Most SMEs are asking the wrong question.
Not:
“How do we grow?”
Not even:
“How do we sustain?”
Because both assume something dangerous:
That your current business deserves to exist in the future.
It doesn’t.
Not automatically.
Not anymore.
The Quiet Collapse SMEs Don’t See
Across industries, I’m seeing the same pattern:
- Revenue is stable… but margins are thinning
- Customers are buying… but not staying
- Teams are working… but not thinking
On paper, everything looks fine.
In reality:
The system is depleting.
And sustainability will not fix depletion.
It will only slow it down.
Sustainability Is Defensive. Regenerative Is Decisive.
Sustainability asks:
- How do we preserve?
- How do we optimise?
- How do we remain competitive?
Regenerative asks:
Should this model even exist?
That is not a comfortable question.
But it is the only one that matters.
Nike Didn’t Scale a Product. They Created Behaviour.
Before Nike, running was not a habit.
They didn’t ask:
“How do we sell more shoes?”
They asked:
“How do we make running inevitable?”
So they built:
- Communities
- Identity
- Culture
Once behaviour existed → shoes were no longer a decision.
They were a consequence.
Michelin Didn’t Improve Tyres. They Engineered Demand.
Michelin faced a simple problem:
People were not driving enough.
They didn’t redesign tyres.
They redesigned behaviour.
They created:
- Travel desire
- Destination thinking
- The Michelin Star system
More travel → more driving → more tyre wear
They didn’t compete.
They made competition irrelevant.
Now Let’s Bring This Down to SME Reality
A client we worked with in Southeast Asia (logistics SME):
Their problem statement:
“We need more customers.”
Wrong.
Their real problem:
Customers only engaged when they had a problem.
No behaviour. No continuity. No inevitability.
What We Did Differently
We didn’t improve sales.
We asked:
“What behaviour must exist for clients to rely on you before they need you?”
That changed everything.
The Shift
From:
- Transaction-based delivery
To:
- Embedded logistics behaviour
They introduced:
- Predictive scheduling
- Subscription-based fulfilment
- Early decision integration with clients
What Happened Next
Within months:
- Fewer clients… higher retention
- Lower acquisition cost
- Increased dependency
Because now:
They were not a vendor They were part of the system
This Is Where Most SMEs Get It Wrong
They are:
- Running promotions
- Competing on price
- Copying what works for others
Which means:
They are always:
- Late
- Smaller
- Replaceable
Let me be direct:
If your strategy depends on customers choosing you, you are already in a losing position.
Regenerative SMEs Do One Thing Differently
They design behaviour.
Not campaigns Not products Not messaging
Behaviour.
Because:
- Behaviour creates demand
- Demand creates markets
- Markets create dominance
The Invictus Lens (This Is the Work)
This is not theory.
This is how we intervene:
Sense (Signals) Where is behaviour already shifting quietly?
Frame (Real Problem) Is your issue really sales… or absence of behaviour?
Judge (Decision Logic) Do we optimise… or redesign the system?
Shape (Strategy) What must exist for your product to become inevitable?
Shift (Behaviour) What must your customer start doing differently?
The Economic Truth Most SMEs Avoid
The cost of sustaining the wrong model is not stagnation.
It is slow collapse disguised as stability.
And by the time it becomes visible:
It is already too late.
This Is Why Regeneration Is Not Optional
Large corporations can afford inefficiency.
SMEs cannot.
So SMEs must:
- Move earlier
- Think deeper
- Act differently
Not faster.
Differently.
Final Line
Most SMEs are trying to survive the market.
A few are trying to compete.
Very few are doing what actually works:
Designing the behaviour that makes them unavoidable.
If This Made You Uncomfortable, Good.
Because this is not a marketing problem.
It is a thinking problem.
And thinking differently is not something most organisations can do alone.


From the data, return each line holding the word "waffen".

- RECORDS FOR PROCESSING
------------------------------------------------

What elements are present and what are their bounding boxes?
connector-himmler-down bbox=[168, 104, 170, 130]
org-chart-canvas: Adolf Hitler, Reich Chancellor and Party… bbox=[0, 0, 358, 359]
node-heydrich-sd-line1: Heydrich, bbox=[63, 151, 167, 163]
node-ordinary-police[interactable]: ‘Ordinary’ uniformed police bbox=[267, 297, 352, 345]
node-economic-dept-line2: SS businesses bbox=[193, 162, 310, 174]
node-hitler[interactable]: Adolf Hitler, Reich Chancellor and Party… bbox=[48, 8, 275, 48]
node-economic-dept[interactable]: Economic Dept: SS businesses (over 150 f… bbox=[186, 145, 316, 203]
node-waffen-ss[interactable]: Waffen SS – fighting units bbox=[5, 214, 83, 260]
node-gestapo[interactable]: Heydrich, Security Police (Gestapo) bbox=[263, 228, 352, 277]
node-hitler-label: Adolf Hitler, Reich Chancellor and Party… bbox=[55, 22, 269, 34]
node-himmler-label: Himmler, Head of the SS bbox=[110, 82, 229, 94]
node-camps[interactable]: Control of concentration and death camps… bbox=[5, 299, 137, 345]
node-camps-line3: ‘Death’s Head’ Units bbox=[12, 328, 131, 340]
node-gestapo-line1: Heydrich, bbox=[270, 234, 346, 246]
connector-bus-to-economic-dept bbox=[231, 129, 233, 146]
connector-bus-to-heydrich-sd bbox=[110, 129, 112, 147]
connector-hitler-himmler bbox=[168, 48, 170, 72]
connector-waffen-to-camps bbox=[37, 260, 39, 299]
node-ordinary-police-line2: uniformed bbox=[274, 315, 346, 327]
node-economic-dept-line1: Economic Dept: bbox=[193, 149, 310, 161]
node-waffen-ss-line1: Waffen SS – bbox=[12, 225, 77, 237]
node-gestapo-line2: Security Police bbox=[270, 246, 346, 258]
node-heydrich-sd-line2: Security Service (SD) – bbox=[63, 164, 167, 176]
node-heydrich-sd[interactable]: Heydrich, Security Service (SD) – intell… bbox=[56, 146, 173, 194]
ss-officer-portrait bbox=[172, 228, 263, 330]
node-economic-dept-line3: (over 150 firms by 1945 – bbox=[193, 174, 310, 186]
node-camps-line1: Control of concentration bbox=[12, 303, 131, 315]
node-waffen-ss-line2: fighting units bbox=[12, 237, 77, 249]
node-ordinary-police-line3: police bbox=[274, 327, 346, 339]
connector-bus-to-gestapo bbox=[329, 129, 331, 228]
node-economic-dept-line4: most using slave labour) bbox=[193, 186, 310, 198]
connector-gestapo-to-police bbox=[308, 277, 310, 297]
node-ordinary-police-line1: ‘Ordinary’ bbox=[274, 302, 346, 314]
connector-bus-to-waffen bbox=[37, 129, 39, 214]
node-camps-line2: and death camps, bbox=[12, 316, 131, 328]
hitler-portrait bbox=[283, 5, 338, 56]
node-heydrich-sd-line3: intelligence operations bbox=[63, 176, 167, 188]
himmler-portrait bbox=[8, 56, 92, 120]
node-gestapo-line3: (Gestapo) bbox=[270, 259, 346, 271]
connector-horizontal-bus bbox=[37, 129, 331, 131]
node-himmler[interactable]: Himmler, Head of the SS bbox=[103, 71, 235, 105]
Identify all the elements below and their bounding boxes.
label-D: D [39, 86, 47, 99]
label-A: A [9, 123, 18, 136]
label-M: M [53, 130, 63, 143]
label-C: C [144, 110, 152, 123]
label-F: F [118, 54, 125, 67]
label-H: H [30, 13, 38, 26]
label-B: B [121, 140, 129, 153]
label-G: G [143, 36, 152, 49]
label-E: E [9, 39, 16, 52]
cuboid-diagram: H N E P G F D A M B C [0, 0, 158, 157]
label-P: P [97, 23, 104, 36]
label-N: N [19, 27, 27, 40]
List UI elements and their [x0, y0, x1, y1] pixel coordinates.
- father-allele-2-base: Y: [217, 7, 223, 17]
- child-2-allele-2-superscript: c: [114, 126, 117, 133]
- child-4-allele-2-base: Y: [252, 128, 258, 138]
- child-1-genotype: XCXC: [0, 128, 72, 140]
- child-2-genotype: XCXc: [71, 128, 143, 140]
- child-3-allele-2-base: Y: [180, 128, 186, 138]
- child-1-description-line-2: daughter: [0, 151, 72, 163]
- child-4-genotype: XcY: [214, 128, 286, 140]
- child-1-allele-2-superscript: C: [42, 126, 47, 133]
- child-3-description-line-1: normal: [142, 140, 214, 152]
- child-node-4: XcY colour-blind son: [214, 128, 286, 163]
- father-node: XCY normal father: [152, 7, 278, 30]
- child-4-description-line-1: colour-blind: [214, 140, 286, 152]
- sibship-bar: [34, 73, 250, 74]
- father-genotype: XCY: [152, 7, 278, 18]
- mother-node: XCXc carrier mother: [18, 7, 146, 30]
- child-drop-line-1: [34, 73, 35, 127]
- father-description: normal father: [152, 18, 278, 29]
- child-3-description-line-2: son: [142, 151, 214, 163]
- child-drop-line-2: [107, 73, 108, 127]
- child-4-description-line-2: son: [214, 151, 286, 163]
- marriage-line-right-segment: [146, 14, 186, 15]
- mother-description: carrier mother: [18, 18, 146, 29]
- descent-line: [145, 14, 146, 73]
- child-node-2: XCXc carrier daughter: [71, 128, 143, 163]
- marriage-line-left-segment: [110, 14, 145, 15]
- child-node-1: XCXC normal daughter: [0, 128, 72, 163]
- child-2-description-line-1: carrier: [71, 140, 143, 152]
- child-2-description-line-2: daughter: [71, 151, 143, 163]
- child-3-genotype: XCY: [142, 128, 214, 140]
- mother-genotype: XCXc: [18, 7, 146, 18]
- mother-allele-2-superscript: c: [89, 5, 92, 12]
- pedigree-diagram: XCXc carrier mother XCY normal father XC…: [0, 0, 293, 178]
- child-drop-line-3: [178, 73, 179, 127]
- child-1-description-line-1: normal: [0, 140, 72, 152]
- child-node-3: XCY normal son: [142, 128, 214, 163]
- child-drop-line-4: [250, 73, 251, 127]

------------------------------------------------

- WRITTEN SOLUTION
node-waffen-ss[interactable]: Waffen SS – fighting units bbox=[5, 214, 83, 260]
connector-waffen-to-camps bbox=[37, 260, 39, 299]
node-waffen-ss-line1: Waffen SS – bbox=[12, 225, 77, 237]
node-waffen-ss-line2: fighting units bbox=[12, 237, 77, 249]
connector-bus-to-waffen bbox=[37, 129, 39, 214]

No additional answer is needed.